On 03/01/2013 11:24 AM, Aron Xu wrote:
Hi,

On Sat, Mar 2, 2013 at 3:01 AM, Matt Turner <mattst88@gmail.com> wrote:
On Fri, Mar 1, 2013 at 10:35 AM, Aron Xu <happyaron.xu@gmail.com> wrote:
This was a project in GSoC 2009, however the project wasn't completed
due to various reasons. I'm raising it here again because there are
interests of doing it around us again.

Original description from the GSoC2009 project:
This project first focuses on creating a new MIPS N32 ABI port for
Debian. Different from O32 and N64, N32 is an address model which has
most 64-bit capabilities but using 32-bit data structures to save
space and process time. A second focus will be given on making such a
“mipsn32el” arch fully optimized for the Loongson 2F CPU which gains
more and more popularity in subnotebooks/netbooks in many countries.

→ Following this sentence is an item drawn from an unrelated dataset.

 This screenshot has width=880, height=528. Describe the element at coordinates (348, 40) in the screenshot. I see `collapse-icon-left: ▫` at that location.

Multiarch support is almost landed in Debian, and Multiarch cross
build is on its way, so we are in a position to make use of such
technology during bootstrap (still not working that well, though) and
daily use. A user can run an n64 kernel + mixed n32/n64 userland, so
that he/she can take advantage of the performance and large memory as
needed (like i386/amd64 in some degree).



I am not a Debian developer either, however I am a user.

If the project is accepted, and if it would help, We (Cavium, Inc.) can supply a machine for you to use for development. This would be a Cavium OCTEON based system (MIPS64r2 x 12 CPU SMP w/ 4GB RAM and 1TB SATA disk).

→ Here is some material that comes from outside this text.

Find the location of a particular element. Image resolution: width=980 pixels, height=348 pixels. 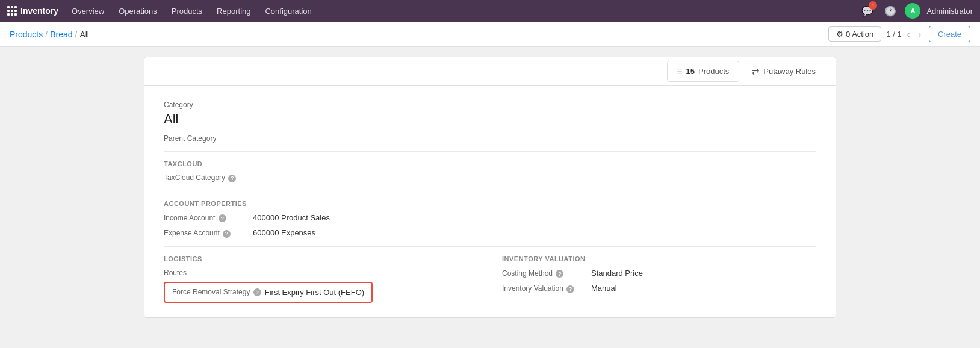

account-properties-header: ACCOUNT PROPERTIES is located at coordinates (490, 204).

I am also quite familiar with n32 and can answer most questions about this ABI.

David Daney


--
Regards,
Aron Xu

Disclaimer: I'm not a Debian developer or even a user.

I am, however, a Gentoo/MIPS developer who completed our n32 port.
There were some annoying bits, like packages that hardcode 'lib', but
overall it's not a difficult task. Other distributions are already
n32, so there's not much if any package porting to do.

The scope of this project would be entirely within Debian, getting
Debian's infrastructure going for n32. I don't personally think that's
a SoC project, but I don't know. Maybe a Debian/n32 port involves lots
of work I don't know about, but for Gentoo it was mostly recompile a
bunch of stuff and fix things that break. IIRC, I was *terribly*
unimpressed with the 2009 Port Debian to N32 project. It was just a
recompile everything and see what breaks endeavor, which is what other
people have done with much more success (see: Gentoo, Parabola).


I think the scope of this project is bootstrapping the port for
Debian, which is mostly to properly bootstrap a sbuild and get the
base chroot (build-essential) running. If the project can go further,
then pushing the port to debian-ports.org will be good.

Rebuilding packages cost mostly just some time, while I think
bootstrapping a Debian port is a candidate for SoC, so it's not for
porting applications, but bring n32/n64 to Debian users.

As far as an 'mipsn32el' port for Loongson 2F hardware goes: what does
this entail? Recompiling everything with -march=loongson2f? Gentoo
(and I think Parabola?) already do this. Besides questionable
usefulness, since the hardware is sort of obsoleted by new Loongson 3A
hardware, the actual work to do involves getting code upstream that
Lemote was too lazy to upstream. This is a whole other project by
itself, again, of questionable usefulness and too nebulous to be a SoC
project.

If you do this project, a suggestion: Ship gcc as an n64 binary. n32
has a virtual memory limit of 2G, so a n32 gcc binary would be unable
to build large projects like webkit.

As mentioned about the availability of Multiarch support in my initial
email, the project itself should not be limited to N32. It's worthy to
discuss further on details of this idea.